2014 workshops
REFLECTIONS AND MEMORY – Liberated Words Festival III 1914–2014
This festival inspired a number of workshops that were screened at The Arnolfini, Bristol. The video above includes all of them but you can watch individual sections at our Vimeo page https://vimeo.com/liberatedwords
There is a lot to say about each workshop. Each one was absolutely different from the previous one, and meant we were all working from a blank page each time. It was fun and exciting as a result!
I was very fortunate to be the project lead with two wonderful workshop leaders: ecopoet Helen Moore and digital artist and filmmaker (singer and musician) Howard Vause. For The Golden Bird project they excelled in quite a difficult situation working with dementia patients at the Royal United Hospital in Bath, through At at the Heart. A homely situation was created with cake and tea, and a few of the patients came along with family and took part in the workshop. I think Helen and Howard did a wonderful job. A stuffed bird was just the prompt that was needed. It is hard to work with patients who need time to get to know you and think around a subject, but are also hard to keep in touch with, maybe in for a few days then back home again.
Mametz Wood project was with St Gregory’s Catholic College, Bath and was organised through inspiring teacher Tom Fieldhouse for their creativity week in the summer. With an array of Macs to work on, the students, of all ages, really responded imaginatively to Owen Sheer’s reflective poem. Even though it was quite hard to find a quiet room to record sound in!
St Brendan’s School, Bristol, also sent me a couple of films after I visited the school earlier in the year.
During the actual festival in 2014 Lucy invited Marc Neys to run a workshop, which was attended by Chaucer Cameron, Helen Dewbery, Caleb Parkin, Lucy English, Howard Vause and myself. The resulting film is part of this screening. It was a very good workshop. Marc made it fun but informative and gave some lovely examples of poetry films – we used the Bristol docks for our sound and images. The final poem was a joint effort between Lucy and Caleb. Thank you Marc for coming over, and it is good to see that we are all still very much involved in poetry film today!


**Task item:** Set out exactly, and only, the lines running from the one containing "its bounding rectangle." to the bottom of the listing below; pictures stay out.

**Entries supplied:**
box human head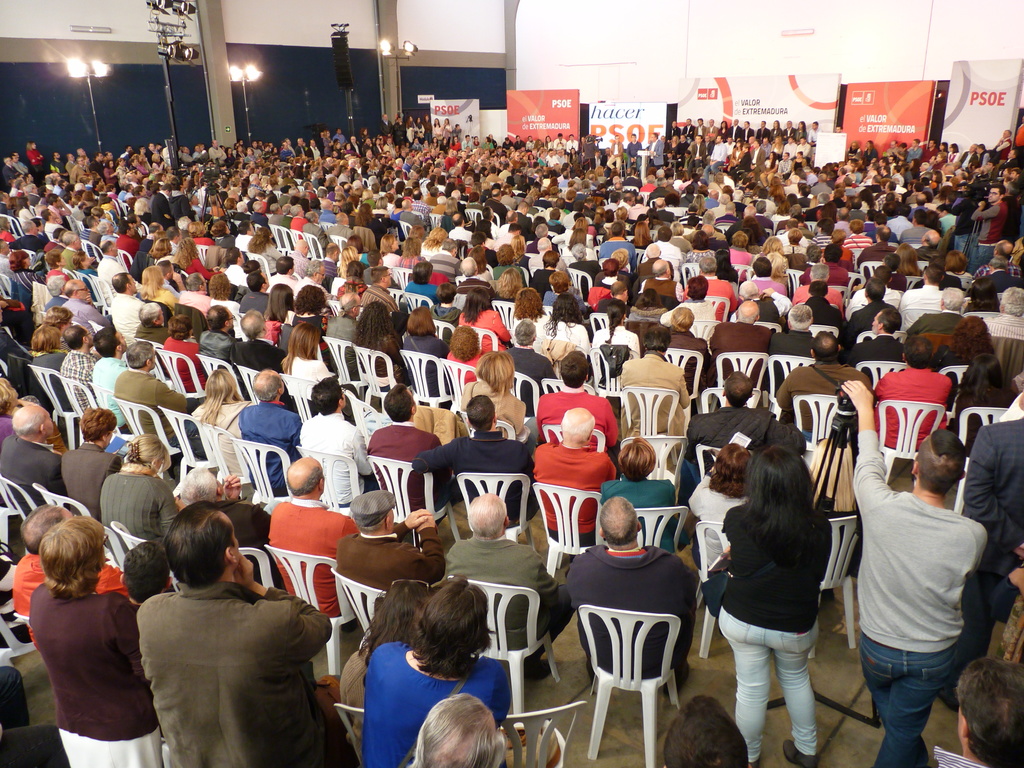
[297,241,309,253]
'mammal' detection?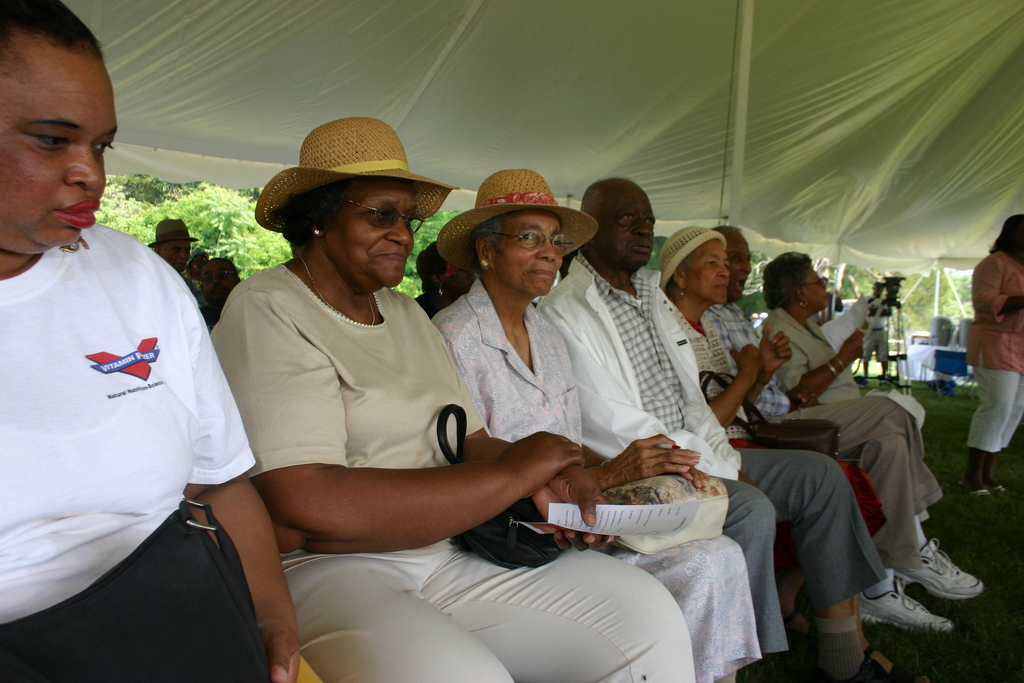
bbox=(861, 278, 889, 384)
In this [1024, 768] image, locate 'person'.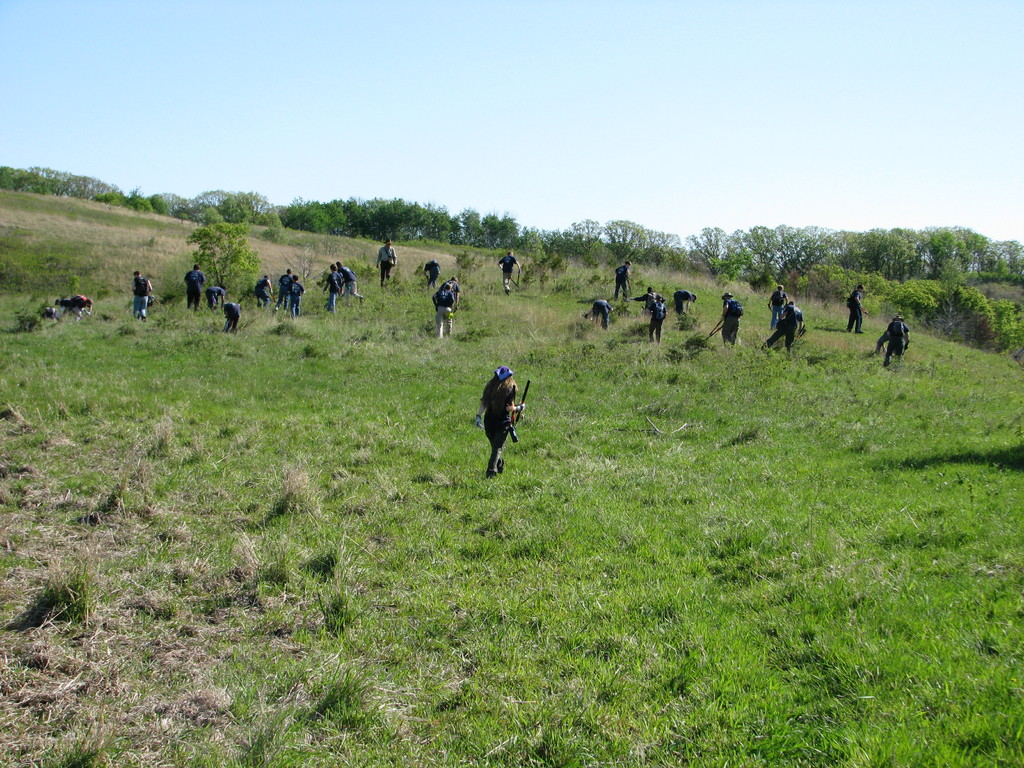
Bounding box: 277,266,292,305.
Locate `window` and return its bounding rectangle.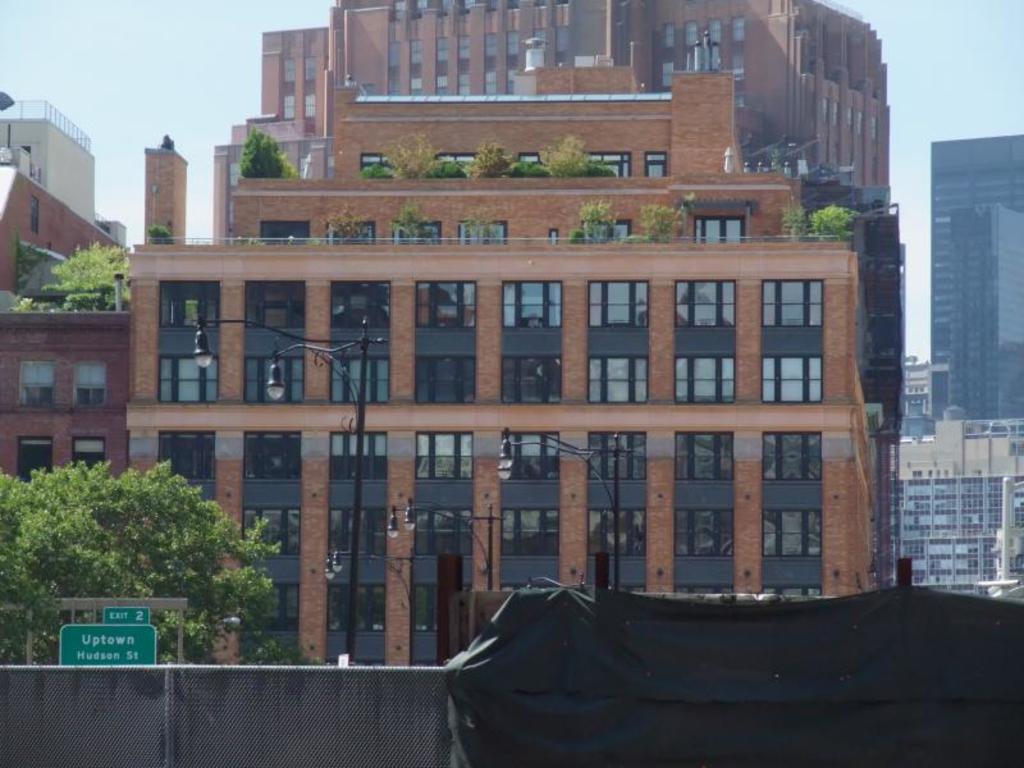
{"left": 433, "top": 36, "right": 444, "bottom": 93}.
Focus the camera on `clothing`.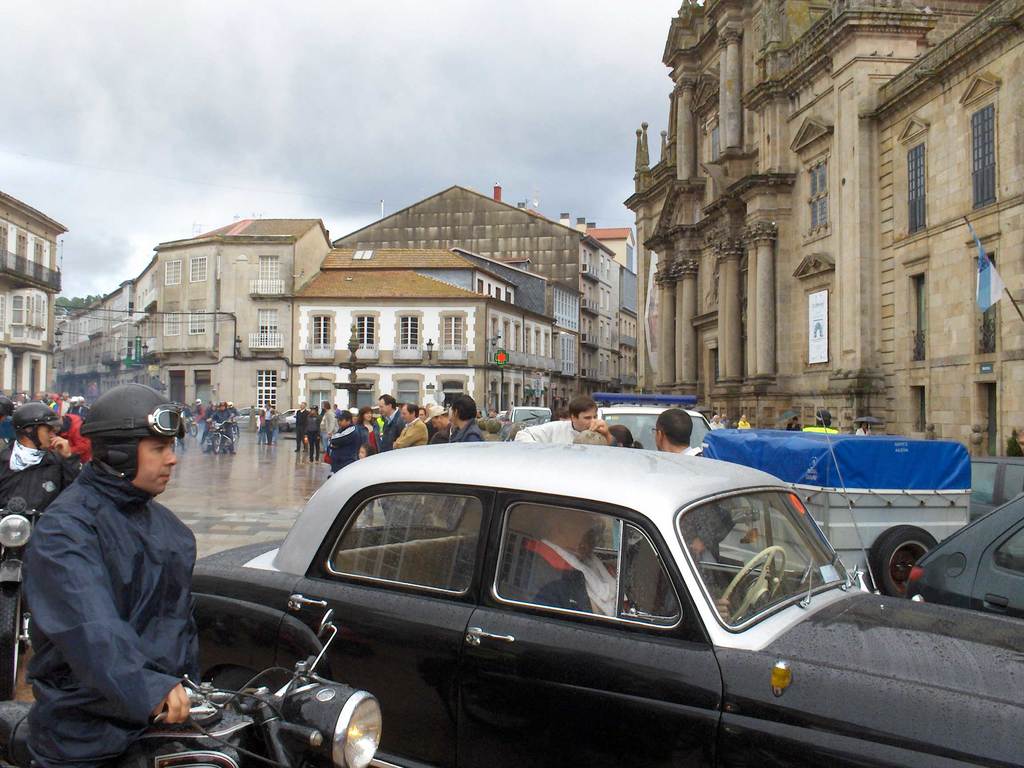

**Written reply:**
Locate `window` and return its bounding rectangle.
{"left": 433, "top": 36, "right": 444, "bottom": 93}.
Focus the camera on `clothing`.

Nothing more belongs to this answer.